New internal polling points to midterm peril for House Dems

by Chris Lange

Chris Lange, FISM News

 

Recent polling data shows that Democrats’ control of the House may be in more jeopardy than the party has previously let on. 

The Democratic Congressional Campaign Committee’s own polling shows that, in the generic ballot, Republicans are beating Democrats 47-39 in battleground districts, Punchbowl News reported. The most recent Monmouth poll gives the GOP a seven-point advantage overall, not just in battleground states, while Real Clear Politics’ generic-ballot aggregate average shows Democrats are down 3.5 points. 

Punchbowl News said the polling exposes a “stunning margin” by electoral standards that suggests Democrats are “in worse political peril than they’ve let on publicly,” lending credence to growing concerns within the party of a potential wipeout in the November midterm elections.

“Given that Democrats generally have a three- or four-point built in advantage on the generic ballot, this is a particularly concerning development for Speaker Nancy Pelosi’s majority. An eight-point deficit on the generic ballot could be a sign of a wave for House Republicans,” the news outlet said.

The DCCC reportedly responded to the grim numbers by telling caucus members to step up their “MAGA Republicans” rhetoric and unfounded accusations that the GOP embraces a white supremacist conspiracy theory. Democrats and the mainstream media have seized on Saturday’s racially motivated mass shooting by a white man in a predominantly-black neighborhood store in Buffalo to smear Republicans as proponents of the so-called “great replacement theory,” an extremist belief that the government seeks to replace whites with minorities. 

“Frontline Democrats’ record of delivering for their communities means they head into November ready to defeat extremist MAGA Republicans, who will have to defend their plan to implement a nationwide abortion ban and their embrace of white supremacist ‘great replacement’ theories,” read a statement from the DCCC.

This spring’s primaries ought to serve as another red flag for Democratic incumbents, particularly in two swing state elections. Republican voter turnout in Ohio’s competitive primaries doubled that of Democrats, and turnout for the GOP outpaced Democrats by 140,000 ballots in Pennsylvania.

Infighting has also plagued the Democratic party leading into the midterms. DCCC chair Rep. Sean Patrick Maloney (D-N.Y.) has incurred the wrath of several caucus members over his decision to desert his newly-redrawn swing district. Instead, he chose to throw himself into a race with a progressive freshman incumbent who is black, placing party members in an unenviable predicament. 

“Maloney’s decision to abandon a newly redrawn version of his current swing district — and instead run for a seat that includes most of Rep. Mondaire Jones’ turf — is raising private concerns from across the party that the Democratic Congressional Campaign Committee chief has put himself in an inappropriate scenario: leading the party’s midterm strategy while potentially battling a fellow member,” Punchbowl explained.

Some members have called for Maloney’s ousting, but House Speaker Nancy Pelosi (D-Calif.) and her acolytes have so far backed the chair. 

Alongside the internal wars, House Democrats have also been unable to scrap together the votes needed to pass legislation to prevent oil companies from price gouging, despite pleas from vulnerable party members. The bill was proffered as a means of mitigating the country’s historically-high gas prices, as the economy still tops voters’ list of concerns leading into November, according to the Monmouth data.

Abortion has taken the place of health care as the second-most important issue to voters following the leaked Supreme Court decision potentially overturning Roe v. Wade.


> [Problem to work on]
Give an exact copy of the line that has "Detect and localize wheel." and of every line below it, through the last, with nothing else.

:: Stored data

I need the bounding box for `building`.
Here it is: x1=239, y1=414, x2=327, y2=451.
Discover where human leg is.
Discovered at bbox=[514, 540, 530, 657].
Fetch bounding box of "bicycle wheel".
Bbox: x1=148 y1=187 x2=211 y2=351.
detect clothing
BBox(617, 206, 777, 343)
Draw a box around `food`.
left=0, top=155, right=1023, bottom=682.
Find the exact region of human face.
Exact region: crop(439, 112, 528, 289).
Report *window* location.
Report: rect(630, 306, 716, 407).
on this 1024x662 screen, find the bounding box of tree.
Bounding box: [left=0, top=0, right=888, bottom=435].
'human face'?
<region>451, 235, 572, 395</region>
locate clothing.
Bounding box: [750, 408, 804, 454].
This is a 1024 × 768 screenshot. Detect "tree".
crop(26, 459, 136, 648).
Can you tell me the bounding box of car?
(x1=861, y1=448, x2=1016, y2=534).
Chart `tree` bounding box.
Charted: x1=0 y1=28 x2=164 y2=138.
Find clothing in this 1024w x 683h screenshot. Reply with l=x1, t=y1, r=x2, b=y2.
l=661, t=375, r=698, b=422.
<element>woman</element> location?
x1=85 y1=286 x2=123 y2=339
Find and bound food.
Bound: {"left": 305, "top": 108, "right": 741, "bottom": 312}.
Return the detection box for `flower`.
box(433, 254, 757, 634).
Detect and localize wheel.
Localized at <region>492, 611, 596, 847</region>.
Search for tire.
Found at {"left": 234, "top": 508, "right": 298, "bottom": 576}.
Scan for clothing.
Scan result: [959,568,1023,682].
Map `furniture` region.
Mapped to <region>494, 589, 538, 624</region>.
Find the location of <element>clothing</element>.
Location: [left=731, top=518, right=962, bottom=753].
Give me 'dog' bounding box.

::::

> [Finished exercise]
Detect and localize wheel.
Localized at <region>492, 611, 596, 847</region>.
Search for tire.
Found at {"left": 234, "top": 508, "right": 298, "bottom": 576}.
Scan for clothing.
Scan result: [959,568,1023,682].
Map `furniture` region.
Mapped to <region>494, 589, 538, 624</region>.
Find the location of <element>clothing</element>.
Location: [left=731, top=518, right=962, bottom=753].
Give me 'dog' bounding box.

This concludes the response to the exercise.